Sunday, October 12, 2003

Furniture Company Culture

I still treasure my visit to Herman Miller. I have vivid memories of the guest house, a converted lake-side mansion, which manages to be luxurious without being opulent. The people were friendly and energetic, yet reserved. I was reminded of them when I attended a course on organizational culture based on Bill Schneider's research, Herman Miller is a cultivation culture company par excellence.

I'm greatly taken with Schneider's work, and I'm trying to figure out how to recognize a company's culture. I decided to compare the web sites of Herman Miller and their arch-competitor (and nearby Michigan neighbor) Steelcase.

These are evidently very different companies. Even though the content of the sites is very similar, the presentation is starkly different. Herman Miller's home page - and, indeed, the whole site - is a study in understatement. Text is sparingly used against a white background; the only colour is hints of blue in highlights and navigational elements. Steelcase's page and site is elegant, too - come on, both companies are selling design - but it is more animated and colorful. Pictures of people (all of them evidently "talent") and saturated colors are used throughout.

While Steelcase shows many people, it doesn't talk about individuals. It prefers objective statements about excellence, while Herman Miller gets its points across with anecdotes. Take how they talk about their values:

Steelcase: "Steelcase was founded in 1912 by a few people with a strong commitment to integrity and doing the right thing for their customers, employees, business partners, associates and neighbors. Their principles became the foundation of our company, passed on from decade to decade. Living our core values is essential to our identity, reputation and success today, just as it was in the past. "

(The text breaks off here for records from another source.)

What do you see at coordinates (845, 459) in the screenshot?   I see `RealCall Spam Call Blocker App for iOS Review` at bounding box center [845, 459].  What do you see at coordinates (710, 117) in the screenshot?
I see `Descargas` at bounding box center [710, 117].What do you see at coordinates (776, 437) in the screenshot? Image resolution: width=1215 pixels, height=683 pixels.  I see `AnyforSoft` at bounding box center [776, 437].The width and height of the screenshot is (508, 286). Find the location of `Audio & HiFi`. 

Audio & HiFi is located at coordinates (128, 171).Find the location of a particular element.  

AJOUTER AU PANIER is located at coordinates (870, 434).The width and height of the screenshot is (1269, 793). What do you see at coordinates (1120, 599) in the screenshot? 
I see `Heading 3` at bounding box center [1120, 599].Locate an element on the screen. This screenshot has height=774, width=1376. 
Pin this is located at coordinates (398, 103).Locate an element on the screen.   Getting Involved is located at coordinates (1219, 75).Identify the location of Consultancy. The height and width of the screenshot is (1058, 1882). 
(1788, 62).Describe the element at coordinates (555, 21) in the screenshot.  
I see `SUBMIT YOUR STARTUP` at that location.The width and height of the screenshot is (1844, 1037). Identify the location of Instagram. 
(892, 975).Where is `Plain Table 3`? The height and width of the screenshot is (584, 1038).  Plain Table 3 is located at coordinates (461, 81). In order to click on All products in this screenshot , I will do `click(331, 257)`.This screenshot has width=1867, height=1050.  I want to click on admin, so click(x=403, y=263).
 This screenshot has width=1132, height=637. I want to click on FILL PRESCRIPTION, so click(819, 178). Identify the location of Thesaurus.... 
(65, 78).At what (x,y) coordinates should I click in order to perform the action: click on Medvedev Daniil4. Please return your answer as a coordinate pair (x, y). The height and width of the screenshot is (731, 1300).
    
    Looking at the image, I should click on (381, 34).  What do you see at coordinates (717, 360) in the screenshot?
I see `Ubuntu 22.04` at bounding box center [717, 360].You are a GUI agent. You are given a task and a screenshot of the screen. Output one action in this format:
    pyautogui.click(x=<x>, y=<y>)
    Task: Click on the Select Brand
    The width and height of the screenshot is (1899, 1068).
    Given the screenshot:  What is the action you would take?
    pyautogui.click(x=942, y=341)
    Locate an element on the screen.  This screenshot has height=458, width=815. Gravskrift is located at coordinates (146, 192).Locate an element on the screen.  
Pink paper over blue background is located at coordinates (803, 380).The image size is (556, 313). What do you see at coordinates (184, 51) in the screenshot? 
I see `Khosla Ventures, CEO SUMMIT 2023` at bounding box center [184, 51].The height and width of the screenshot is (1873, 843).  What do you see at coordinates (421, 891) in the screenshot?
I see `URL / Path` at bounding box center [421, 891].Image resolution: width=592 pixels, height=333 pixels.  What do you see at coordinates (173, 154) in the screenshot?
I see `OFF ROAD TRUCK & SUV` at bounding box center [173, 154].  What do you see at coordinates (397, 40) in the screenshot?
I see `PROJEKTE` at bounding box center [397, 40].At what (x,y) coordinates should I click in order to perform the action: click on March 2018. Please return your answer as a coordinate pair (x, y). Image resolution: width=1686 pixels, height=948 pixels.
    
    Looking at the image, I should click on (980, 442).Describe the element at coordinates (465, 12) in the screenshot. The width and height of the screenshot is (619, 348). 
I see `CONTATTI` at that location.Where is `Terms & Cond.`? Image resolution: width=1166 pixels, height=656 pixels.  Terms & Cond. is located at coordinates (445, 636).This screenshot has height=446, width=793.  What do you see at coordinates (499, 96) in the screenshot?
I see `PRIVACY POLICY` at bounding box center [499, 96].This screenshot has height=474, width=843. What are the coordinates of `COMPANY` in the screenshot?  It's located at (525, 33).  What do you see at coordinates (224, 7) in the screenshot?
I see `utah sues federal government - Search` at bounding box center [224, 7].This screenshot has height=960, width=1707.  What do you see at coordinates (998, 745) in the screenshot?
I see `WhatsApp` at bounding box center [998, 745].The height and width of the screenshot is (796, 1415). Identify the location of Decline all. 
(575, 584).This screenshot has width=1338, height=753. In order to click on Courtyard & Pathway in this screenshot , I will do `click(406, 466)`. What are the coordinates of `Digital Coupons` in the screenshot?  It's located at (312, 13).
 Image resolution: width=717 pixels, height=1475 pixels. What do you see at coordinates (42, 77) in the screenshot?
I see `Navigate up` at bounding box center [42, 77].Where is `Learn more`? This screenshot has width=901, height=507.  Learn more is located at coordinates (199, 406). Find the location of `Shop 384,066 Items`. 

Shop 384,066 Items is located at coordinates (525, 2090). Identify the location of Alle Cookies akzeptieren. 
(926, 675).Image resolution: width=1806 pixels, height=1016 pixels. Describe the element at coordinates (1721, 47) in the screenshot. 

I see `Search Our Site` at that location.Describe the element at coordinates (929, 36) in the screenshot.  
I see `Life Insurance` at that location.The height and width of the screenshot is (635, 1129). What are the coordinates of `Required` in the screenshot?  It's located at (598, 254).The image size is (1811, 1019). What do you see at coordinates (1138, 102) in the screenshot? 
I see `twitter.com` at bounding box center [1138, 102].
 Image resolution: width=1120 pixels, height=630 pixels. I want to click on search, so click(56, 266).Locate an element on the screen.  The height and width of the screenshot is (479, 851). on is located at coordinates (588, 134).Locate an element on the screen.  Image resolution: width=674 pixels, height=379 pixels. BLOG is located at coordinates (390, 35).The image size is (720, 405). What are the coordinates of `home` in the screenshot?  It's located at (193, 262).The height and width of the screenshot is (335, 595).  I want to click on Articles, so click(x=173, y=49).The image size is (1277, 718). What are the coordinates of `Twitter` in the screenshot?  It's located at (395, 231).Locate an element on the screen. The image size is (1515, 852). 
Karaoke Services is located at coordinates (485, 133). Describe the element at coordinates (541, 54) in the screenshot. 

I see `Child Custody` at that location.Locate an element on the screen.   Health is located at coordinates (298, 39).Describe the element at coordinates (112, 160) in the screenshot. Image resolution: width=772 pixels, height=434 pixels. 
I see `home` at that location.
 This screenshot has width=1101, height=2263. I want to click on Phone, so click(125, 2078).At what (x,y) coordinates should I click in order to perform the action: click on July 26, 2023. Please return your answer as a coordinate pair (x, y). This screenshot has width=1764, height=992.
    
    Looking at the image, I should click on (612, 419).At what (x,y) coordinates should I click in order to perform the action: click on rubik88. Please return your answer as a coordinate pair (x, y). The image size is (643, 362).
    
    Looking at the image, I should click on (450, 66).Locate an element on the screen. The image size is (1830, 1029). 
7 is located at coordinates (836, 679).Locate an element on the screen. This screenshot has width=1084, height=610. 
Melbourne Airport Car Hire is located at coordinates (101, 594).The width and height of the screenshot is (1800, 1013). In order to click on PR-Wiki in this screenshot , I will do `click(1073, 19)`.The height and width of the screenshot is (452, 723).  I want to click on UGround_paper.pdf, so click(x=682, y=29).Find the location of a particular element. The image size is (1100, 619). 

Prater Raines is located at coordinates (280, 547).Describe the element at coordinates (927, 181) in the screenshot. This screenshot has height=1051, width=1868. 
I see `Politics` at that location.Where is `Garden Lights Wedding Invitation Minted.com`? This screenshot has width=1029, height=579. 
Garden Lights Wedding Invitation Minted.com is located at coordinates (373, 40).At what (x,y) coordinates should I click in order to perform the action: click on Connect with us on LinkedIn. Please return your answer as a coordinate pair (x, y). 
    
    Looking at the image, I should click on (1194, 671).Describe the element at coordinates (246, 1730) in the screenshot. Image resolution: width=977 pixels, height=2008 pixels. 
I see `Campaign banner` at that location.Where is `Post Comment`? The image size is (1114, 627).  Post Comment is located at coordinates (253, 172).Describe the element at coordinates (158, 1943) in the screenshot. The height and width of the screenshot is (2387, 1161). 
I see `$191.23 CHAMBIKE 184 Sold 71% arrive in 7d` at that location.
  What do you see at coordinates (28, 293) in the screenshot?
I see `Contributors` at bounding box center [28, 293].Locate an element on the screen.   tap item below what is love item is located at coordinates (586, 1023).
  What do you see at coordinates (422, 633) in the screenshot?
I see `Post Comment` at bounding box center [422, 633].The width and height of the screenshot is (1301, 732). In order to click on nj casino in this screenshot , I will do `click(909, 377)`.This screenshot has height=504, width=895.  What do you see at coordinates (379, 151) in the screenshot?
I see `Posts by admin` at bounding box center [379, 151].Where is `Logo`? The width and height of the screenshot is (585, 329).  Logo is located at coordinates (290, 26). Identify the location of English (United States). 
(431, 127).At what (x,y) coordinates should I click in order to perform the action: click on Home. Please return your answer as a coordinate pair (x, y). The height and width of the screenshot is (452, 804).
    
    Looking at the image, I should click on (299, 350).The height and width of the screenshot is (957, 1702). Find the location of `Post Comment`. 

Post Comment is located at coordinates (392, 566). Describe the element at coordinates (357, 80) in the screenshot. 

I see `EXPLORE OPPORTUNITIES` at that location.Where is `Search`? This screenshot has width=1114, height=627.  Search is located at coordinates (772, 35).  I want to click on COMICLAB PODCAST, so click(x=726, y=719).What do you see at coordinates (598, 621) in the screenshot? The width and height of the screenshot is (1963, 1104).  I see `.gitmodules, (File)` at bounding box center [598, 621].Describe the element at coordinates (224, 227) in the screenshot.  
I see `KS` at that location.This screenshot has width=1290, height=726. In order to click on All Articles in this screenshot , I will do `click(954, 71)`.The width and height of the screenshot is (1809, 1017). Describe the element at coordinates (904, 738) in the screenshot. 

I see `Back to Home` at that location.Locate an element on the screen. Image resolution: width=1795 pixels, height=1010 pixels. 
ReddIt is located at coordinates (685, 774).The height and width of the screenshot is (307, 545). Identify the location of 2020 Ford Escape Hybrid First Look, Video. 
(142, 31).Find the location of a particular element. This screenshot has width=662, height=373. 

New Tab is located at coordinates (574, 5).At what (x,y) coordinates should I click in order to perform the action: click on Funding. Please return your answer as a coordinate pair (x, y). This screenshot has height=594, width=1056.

Herman Miller: "Our founder, D.J. De Pree, committed Herman Miller to "modern" furniture in 1936 partly because he saw a moral dimension to Gilbert Rohde's clean designs, honest materials, and lack of ornamentation. In 1984, a major impetus behind Bill Stumpf and Don Chadwick's Equa chair was a desire to give a reasonably priced, comfortable, good-looking chair to everybody in offices--not just the higher-ups. "

Herman Miller comes across as serious and a little rueful. Here's what the site has to say about taking risk: "Another aspect of innovation - risk-taking - is just as important. Herman Miller tries to maintain its appetite for risk. As we have grown larger and become responsible for more equity, the pressure to minimize risk has mounted. Nevertheless, getting behind promising new products - that sometimes become innovations - remains a risk we are happy to embrace. " It's clear that they regret that they can't take as much risk as they used to, but they forge ahead with a determined expression.

Steelcase is serious, too, but they won't admit weakness. Here's how they answer the question, Who Is Steelcase? "Whatever you need to accomplish, Steelcase can provide you with the environment and the tools to do it better, faster and more effectively. That's because we're passionate about unlocking the potential of people at work. It's the fundamental principle on which our company was founded in 1912 and it remains our single-minded focus in the 21st century. We make it our business to study how people work, to fully understand the ever-changing needs of individuals, teams and organizations all around the world. Then we take our knowledge, couple it with products and services inspired by what we've learned about the workplace, and create solutions that help people have a better day at work. " It makes me cringe that they can unburden themselves of such drivel with a completely straight face. The Copy Droids have taken over.

Steelcase shows many signs of being a "competency culture" company. According to Schneider: "This culture is all about distinction. It fundamentally exists to ensure the accomplishment of unparalleled, unmatched products or services. Conceptual systematism means that the fundamental issue in a competence culture is the realization of conceptual goals, particularly superior, distinctive conceptual goals." Competency culture is about excellence, continuous improvement, and competitions for its own sake.

On the other hand, a cultivation culture company like Herman Miller is about enrichment. "It fundamentally exists to ensure the fullest growth of the customer, fulfillment of the customer’s potential, the raising up of the customer. This culture is all about the further realization of ideals, values, and higher order purposes." Cultivation culture emphasizes creativity, dedication, and values.

So, which is better? What a competency culture question! I'd rather work at Herman Miller than Steelcase, if the web site is any guide. By the numbers, though, there's nothing in it. Evidence, if it were needed, that a company's culture alone doesn't determine its success.

Herman Miller has a P/E ratio of 88; Steelcase has been losing money, so the PE is undefined. S&P is "bullish" on Herman Miller while it's "neutral" on Steelcase. Steelcase employee base shrank by 17% over the last year, and Herman Miller by 13%. Furniture's a lousy business right now...

It's hard for a lay person to decide between them in terms of design; both cite reams of design awards. Both companies show up on Fortune's Most Admired Companies list, and CareerGraph's equivalent. On the other hand, Herman Miller was selected as one of the companies on SustainableBusiness.com's list of the world's top 20 sustainable stock picks. Herman Miller ranked 49th in the 2003 Information Week 500, a ranking of the country's most technologically progressive companies.